Desert Solitaire (Edward Abbey) 4*

Seen through 21st century eyes, this book is clearly a blog.  Abbey spins yarns about his colorful day-to-day, plus his friends who come to visit, his trips on his days off (such as whitewatering down the first leg of the Powell Expedition with a one-legged friend), and random rants about cars, the Park Service, people in wheelchairs, and women (roughly in that order).

I’d give it 5 stars if it stayed as strong as it starts.  The beginning makes me drool a little: Edward Abbey shows up for a year of park rangering at Arches National Park and lives alone in the glorious desert.  He removes a dead rat from the toilet of his little trailer and remarks that a gas cookstove and an indoor toilet are pleasingly luxurious.  His mother raised 5 children without either.  Soon he’s telling rattlesnakes to get the fuck off his property and taking a wild gopher snake home as a pet to keep rattlesnakes away.  Before you know it he’s moonlighting as a cowboy, vandalizing trees, pulling a friend out of quicksand, and retrieving dead hikers from the canyonlands.

I like Abbey because he’s infected with crazed desert-love.  He’s an old-school naturalist, meaning he’s a botanist and biologist and geologist and poet and philosopher and damned reckless in the field.  Abbey can literally look out his back door and give the common and Latin names of every plant in sight, along with detailed descriptions of plant lore, quoting appropriate classic poetry all the while.  Where did this guy go to school?  My favorite chapter is “Cliffrose and Bayonets,” where Abbey declares, “Time to inspect the garden.”   Abbey sees every speck of life, and there’s a freakin’ lot of it even in the hoodoo land of redrock sandstone.  I have to agree — I’ve seen more life in the Sonoran desert than anywhere outside of a zoo.  There’s enough there to support mountain lions (which several of my friends sighted, but neither Abbey nor I ever did).

The weirdest thing about Abbey’s blog is that his sandstone desert is full of invisible water.  He wanders around on foot or horseback with one canteen of water, and somehow he always finds a tiny seep before his meager daily ration runs out.  I have never, ever in my whole life found water in the desert, but maybe I just don’t know how to look.

2 responses to “Desert Solitaire (Edward Abbey) 4*

  1. Man, I am so not outdoorsy. Three nights camping at Hay was enough for me.
    But to be fair, what I hate about that kind of camping is the portable toilets and the threat of rain, which I guess you don’t have to deal with in the desert. Maybe I’d do ok after all.
    When are you moving to the desert?

    • It becomes clearer now that one house is not enough for me. Main abode = desert. Auxiliary abode(s) = DC, Tuscany, Rome, England, Wales, Shanghai, little liberal art college towns in the summertime? Too much world.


* [What to produce]
Would you please return the data below verbatim, without its pictures?

[Dataset entries on figures]
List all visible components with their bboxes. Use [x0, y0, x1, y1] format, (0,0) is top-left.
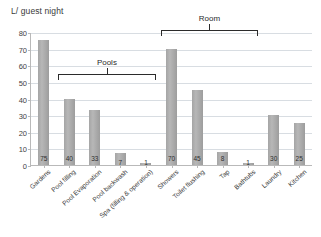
y-axis-tick-label: 50 — [19, 78, 27, 87]
y-axis-tick-label: 40 — [19, 95, 27, 104]
chart-axis-title: L/ guest night — [11, 6, 63, 16]
y-axis-tick-label: 0 — [23, 162, 27, 171]
bar[interactable]: 45 — [192, 90, 203, 165]
bar-slot: 45 — [184, 33, 210, 165]
bar-slot: 1 — [235, 33, 261, 165]
bar-value-label: 75 — [40, 155, 47, 162]
x-axis-tick-label: Laundry — [260, 168, 282, 189]
x-axis-labels: GardensPool fillingPool EvaporationPool … — [30, 168, 312, 234]
bracket-stem — [209, 24, 210, 30]
bar[interactable]: 1 — [140, 163, 151, 165]
bar-slot: 75 — [31, 33, 57, 165]
group-label: Room — [199, 14, 220, 23]
bar-value-label: 1 — [246, 159, 250, 166]
y-axis-tick-mark — [28, 166, 31, 167]
group-bracket-room: Room — [161, 22, 258, 36]
plot-area: 754033717045813025 01020304050607080 — [30, 33, 312, 166]
bar-slot: 7 — [108, 33, 134, 165]
bar-slot: 33 — [82, 33, 108, 165]
y-axis-tick-label: 20 — [19, 128, 27, 137]
bar[interactable]: 1 — [243, 163, 254, 165]
x-axis-tick-label: Showers — [156, 168, 180, 190]
bracket-span — [58, 74, 155, 80]
bar-slot: 8 — [210, 33, 236, 165]
y-axis-tick-label: 30 — [19, 112, 27, 121]
bar-series: 754033717045813025 — [31, 33, 312, 165]
y-axis-tick-label: 70 — [19, 45, 27, 54]
y-axis-tick-mark — [28, 66, 31, 67]
x-axis-tick-label: Gardens — [28, 168, 51, 190]
y-axis-tick-label: 80 — [19, 29, 27, 38]
bar-slot: 1 — [133, 33, 159, 165]
bar[interactable]: 25 — [294, 123, 305, 165]
y-axis-tick-mark — [28, 133, 31, 134]
y-axis-tick-mark — [28, 50, 31, 51]
y-axis-tick-label: 60 — [19, 62, 27, 71]
bar-value-label: 70 — [168, 155, 175, 162]
bar-value-label: 8 — [221, 155, 225, 162]
group-label: Pools — [97, 58, 117, 67]
bar[interactable]: 75 — [38, 40, 49, 165]
x-axis-tick-label: Bathtubs — [233, 168, 257, 191]
bar[interactable]: 8 — [217, 152, 228, 165]
bar-value-label: 30 — [270, 155, 277, 162]
y-axis-tick-label: 10 — [19, 145, 27, 154]
y-axis-tick-mark — [28, 33, 31, 34]
bracket-stem — [107, 68, 108, 74]
bar-value-label: 33 — [91, 155, 98, 162]
bar-slot: 25 — [286, 33, 312, 165]
bar[interactable]: 30 — [268, 115, 279, 165]
y-axis-tick-mark — [28, 100, 31, 101]
x-axis-tick-label: Kitchen — [287, 168, 308, 188]
bar-value-label: 45 — [193, 155, 200, 162]
bar[interactable]: 40 — [64, 99, 75, 166]
bar-value-label: 40 — [66, 155, 73, 162]
y-axis-tick-mark — [28, 149, 31, 150]
bar-chart: L/ guest night 754033717045813025 010203… — [0, 0, 321, 237]
group-bracket-pools: Pools — [58, 66, 155, 80]
bracket-span — [161, 30, 258, 36]
bar-value-label: 1 — [144, 159, 148, 166]
y-axis-tick-mark — [28, 83, 31, 84]
bar-value-label: 25 — [296, 155, 303, 162]
bar-slot: 30 — [261, 33, 287, 165]
bar-value-label: 7 — [119, 159, 123, 166]
bar[interactable]: 33 — [89, 110, 100, 165]
x-axis-tick-label: Tap — [218, 168, 231, 180]
bar-slot: 40 — [57, 33, 83, 165]
bar-slot: 70 — [159, 33, 185, 165]
bar[interactable]: 70 — [166, 49, 177, 165]
bar[interactable]: 7 — [115, 153, 126, 165]
x-axis-tick-label: Spa (filling & operation) — [98, 168, 154, 219]
y-axis-tick-mark — [28, 116, 31, 117]
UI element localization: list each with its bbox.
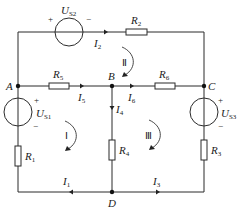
- loop-label-3: Ⅲ: [145, 130, 152, 141]
- arrow-right-icon: [80, 84, 84, 89]
- source-label-us3: US3: [221, 107, 237, 121]
- resistor-icon: [109, 140, 115, 160]
- resistor-r4: R4: [109, 140, 130, 160]
- arrow-right-icon: [104, 30, 108, 35]
- resistor-label-r6: R6: [158, 68, 170, 82]
- currents: I2 I5 I6 I4 I1 I3: [62, 30, 161, 195]
- arrowhead-icon: [65, 146, 71, 151]
- resistor-r2: R2: [126, 14, 147, 35]
- resistor-label-r2: R2: [130, 14, 142, 28]
- resistor-r6: R6: [155, 68, 175, 89]
- resistor-icon: [155, 83, 175, 89]
- resistor-r1: R1: [15, 146, 36, 166]
- arrowhead-icon: [122, 72, 128, 77]
- resistor-icon: [15, 146, 21, 166]
- arrow-down-icon: [110, 106, 115, 110]
- polarity-minus: −: [218, 121, 223, 131]
- node-label-c: C: [208, 80, 216, 92]
- polarity-minus: −: [33, 121, 38, 131]
- node-a-dot: [16, 84, 20, 88]
- current-label-i3: I3: [152, 175, 161, 189]
- current-label-i4: I4: [115, 103, 124, 117]
- source-label-us2: US2: [61, 4, 77, 18]
- node-c-dot: [202, 84, 206, 88]
- resistor-icon: [201, 140, 207, 160]
- resistor-icon: [49, 83, 69, 89]
- resistor-label-r4: R4: [118, 144, 130, 158]
- current-label-i1: I1: [62, 175, 71, 189]
- node-label-b: B: [108, 70, 115, 82]
- loop-label-1: Ⅰ: [65, 130, 68, 141]
- polarity-plus: +: [34, 95, 39, 105]
- loop-label-2: Ⅱ: [122, 57, 127, 68]
- node-label-a: A: [5, 80, 13, 92]
- arrow-right-icon: [156, 190, 160, 195]
- resistor-r5: R5: [49, 68, 69, 89]
- polarity-plus: +: [48, 14, 53, 24]
- resistor-label-r5: R5: [52, 68, 64, 82]
- current-label-i6: I6: [127, 91, 136, 105]
- mesh-loop-3: Ⅲ: [145, 120, 160, 150]
- arrow-right-icon: [130, 84, 134, 89]
- resistor-icon: [126, 29, 147, 35]
- circuit-diagram: + − US2 + − US1 + − US3 R2 R5 R6 R1 R4 R…: [0, 0, 237, 215]
- arrow-left-icon: [69, 190, 73, 195]
- node-d-dot: [110, 190, 114, 194]
- resistor-r3: R3: [201, 140, 222, 160]
- source-label-us1: US1: [36, 107, 52, 121]
- mesh-loop-2: Ⅱ: [122, 47, 133, 77]
- resistor-label-r1: R1: [24, 150, 36, 164]
- current-label-i5: I5: [77, 91, 86, 105]
- voltage-source-us3: + − US3: [190, 95, 237, 131]
- voltage-source-us1: + − US1: [4, 95, 52, 131]
- wires: [18, 32, 204, 192]
- polarity-plus: +: [218, 95, 223, 105]
- node-b-dot: [110, 84, 114, 88]
- arrowhead-icon: [149, 145, 155, 150]
- current-label-i2: I2: [93, 37, 102, 51]
- resistor-label-r3: R3: [210, 144, 222, 158]
- mesh-loop-1: Ⅰ: [65, 121, 76, 151]
- node-label-d: D: [107, 197, 116, 209]
- polarity-minus: −: [86, 14, 91, 24]
- voltage-source-us2: + − US2: [48, 4, 91, 46]
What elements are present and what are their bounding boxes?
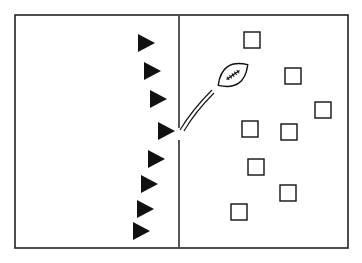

* [Exercise answer]
List all visible components with their bboxes. Use [x0, y0, x1, y1] format, (0,0) is top-left.
y-axis-tick-label: 50 — [19, 78, 27, 87]
y-axis-tick-label: 40 — [19, 95, 27, 104]
chart-axis-title: L/ guest night — [11, 6, 63, 16]
y-axis-tick-label: 0 — [23, 162, 27, 171]
bar[interactable]: 45 — [192, 90, 203, 165]
bar-slot: 45 — [184, 33, 210, 165]
bar-slot: 1 — [235, 33, 261, 165]
bar-value-label: 75 — [40, 155, 47, 162]
x-axis-tick-label: Laundry — [260, 168, 282, 189]
x-axis-labels: GardensPool fillingPool EvaporationPool … — [30, 168, 312, 234]
bracket-stem — [209, 24, 210, 30]
bar[interactable]: 1 — [140, 163, 151, 165]
bar-slot: 75 — [31, 33, 57, 165]
group-label: Room — [199, 14, 220, 23]
bar-value-label: 1 — [246, 159, 250, 166]
y-axis-tick-mark — [28, 166, 31, 167]
group-bracket-room: Room — [161, 22, 258, 36]
plot-area: 754033717045813025 01020304050607080 — [30, 33, 312, 166]
bar-slot: 7 — [108, 33, 134, 165]
bar-slot: 33 — [82, 33, 108, 165]
y-axis-tick-label: 20 — [19, 128, 27, 137]
bar[interactable]: 1 — [243, 163, 254, 165]
x-axis-tick-label: Showers — [156, 168, 180, 190]
bracket-span — [58, 74, 155, 80]
bar-slot: 8 — [210, 33, 236, 165]
y-axis-tick-label: 30 — [19, 112, 27, 121]
bar-series: 754033717045813025 — [31, 33, 312, 165]
y-axis-tick-label: 70 — [19, 45, 27, 54]
y-axis-tick-mark — [28, 66, 31, 67]
x-axis-tick-label: Gardens — [28, 168, 51, 190]
y-axis-tick-label: 80 — [19, 29, 27, 38]
bar-slot: 1 — [133, 33, 159, 165]
bar[interactable]: 25 — [294, 123, 305, 165]
y-axis-tick-mark — [28, 133, 31, 134]
y-axis-tick-mark — [28, 50, 31, 51]
y-axis-tick-label: 60 — [19, 62, 27, 71]
bar-value-label: 70 — [168, 155, 175, 162]
bar-value-label: 8 — [221, 155, 225, 162]
group-label: Pools — [97, 58, 117, 67]
bar[interactable]: 75 — [38, 40, 49, 165]
x-axis-tick-label: Bathtubs — [233, 168, 257, 191]
bar[interactable]: 8 — [217, 152, 228, 165]
bar-value-label: 30 — [270, 155, 277, 162]
y-axis-tick-label: 10 — [19, 145, 27, 154]
y-axis-tick-mark — [28, 33, 31, 34]
bracket-stem — [107, 68, 108, 74]
bar-value-label: 33 — [91, 155, 98, 162]
bar-slot: 25 — [286, 33, 312, 165]
bar[interactable]: 30 — [268, 115, 279, 165]
y-axis-tick-mark — [28, 100, 31, 101]
x-axis-tick-label: Kitchen — [287, 168, 308, 188]
bar-value-label: 45 — [193, 155, 200, 162]
bar[interactable]: 40 — [64, 99, 75, 166]
bar-value-label: 40 — [66, 155, 73, 162]
y-axis-tick-mark — [28, 149, 31, 150]
bar-chart: L/ guest night 754033717045813025 010203… — [0, 0, 321, 237]
group-bracket-pools: Pools — [58, 66, 155, 80]
bracket-span — [161, 30, 258, 36]
bar-value-label: 1 — [144, 159, 148, 166]
y-axis-tick-mark — [28, 83, 31, 84]
bar-value-label: 25 — [296, 155, 303, 162]
bar-slot: 30 — [261, 33, 287, 165]
bar-value-label: 7 — [119, 159, 123, 166]
bar[interactable]: 33 — [89, 110, 100, 165]
x-axis-tick-label: Tap — [218, 168, 231, 180]
bar-slot: 40 — [57, 33, 83, 165]
bar-slot: 70 — [159, 33, 185, 165]
bar[interactable]: 70 — [166, 49, 177, 165]
bar[interactable]: 7 — [115, 153, 126, 165]
x-axis-tick-label: Spa (filling & operation) — [98, 168, 154, 219]
y-axis-tick-mark — [28, 116, 31, 117]
UI element localization: list each with its bbox.
- loop-label-3: Ⅲ: [145, 130, 152, 141]
- arrow-right-icon: [80, 84, 84, 89]
- source-label-us3: US3: [221, 107, 237, 121]
- resistor-icon: [109, 140, 115, 160]
- resistor-r4: R4: [109, 140, 130, 160]
- arrow-right-icon: [104, 30, 108, 35]
- resistor-label-r6: R6: [158, 68, 170, 82]
- currents: I2 I5 I6 I4 I1 I3: [62, 30, 161, 195]
- arrowhead-icon: [65, 146, 71, 151]
- resistor-r2: R2: [126, 14, 147, 35]
- resistor-label-r2: R2: [130, 14, 142, 28]
- resistor-r6: R6: [155, 68, 175, 89]
- resistor-icon: [155, 83, 175, 89]
- resistor-r1: R1: [15, 146, 36, 166]
- arrowhead-icon: [122, 72, 128, 77]
- resistor-icon: [15, 146, 21, 166]
- arrow-down-icon: [110, 106, 115, 110]
- polarity-minus: −: [218, 121, 223, 131]
- node-label-c: C: [208, 80, 216, 92]
- polarity-minus: −: [33, 121, 38, 131]
- node-a-dot: [16, 84, 20, 88]
- current-label-i3: I3: [152, 175, 161, 189]
- current-label-i4: I4: [115, 103, 124, 117]
- source-label-us2: US2: [61, 4, 77, 18]
- node-c-dot: [202, 84, 206, 88]
- resistor-icon: [201, 140, 207, 160]
- resistor-icon: [49, 83, 69, 89]
- resistor-label-r4: R4: [118, 144, 130, 158]
- current-label-i1: I1: [62, 175, 71, 189]
- node-label-b: B: [108, 70, 115, 82]
- loop-label-1: Ⅰ: [65, 130, 68, 141]
- polarity-plus: +: [34, 95, 39, 105]
- loop-label-2: Ⅱ: [122, 57, 127, 68]
- node-label-a: A: [5, 80, 13, 92]
- arrow-right-icon: [156, 190, 160, 195]
- resistor-r5: R5: [49, 68, 69, 89]
- polarity-plus: +: [48, 14, 53, 24]
- resistor-label-r5: R5: [52, 68, 64, 82]
- current-label-i6: I6: [127, 91, 136, 105]
- mesh-loop-3: Ⅲ: [145, 120, 160, 150]
- arrow-right-icon: [130, 84, 134, 89]
- resistor-icon: [126, 29, 147, 35]
- circuit-diagram: + − US2 + − US1 + − US3 R2 R5 R6 R1 R4 R…: [0, 0, 237, 215]
- arrow-left-icon: [69, 190, 73, 195]
- node-d-dot: [110, 190, 114, 194]
- resistor-r3: R3: [201, 140, 222, 160]
- source-label-us1: US1: [36, 107, 52, 121]
- mesh-loop-2: Ⅱ: [122, 47, 133, 77]
- resistor-label-r1: R1: [24, 150, 36, 164]
- current-label-i5: I5: [77, 91, 86, 105]
- voltage-source-us3: + − US3: [190, 95, 237, 131]
- voltage-source-us1: + − US1: [4, 95, 52, 131]
- wires: [18, 32, 204, 192]
- polarity-plus: +: [218, 95, 223, 105]
- node-b-dot: [110, 84, 114, 88]
- arrowhead-icon: [149, 145, 155, 150]
- current-label-i2: I2: [93, 37, 102, 51]
- resistor-label-r3: R3: [210, 144, 222, 158]
- mesh-loop-1: Ⅰ: [65, 121, 76, 151]
- node-label-d: D: [107, 197, 116, 209]
- polarity-minus: −: [86, 14, 91, 24]
- voltage-source-us2: + − US2: [48, 4, 91, 46]
What elements are present and what are their bounding boxes?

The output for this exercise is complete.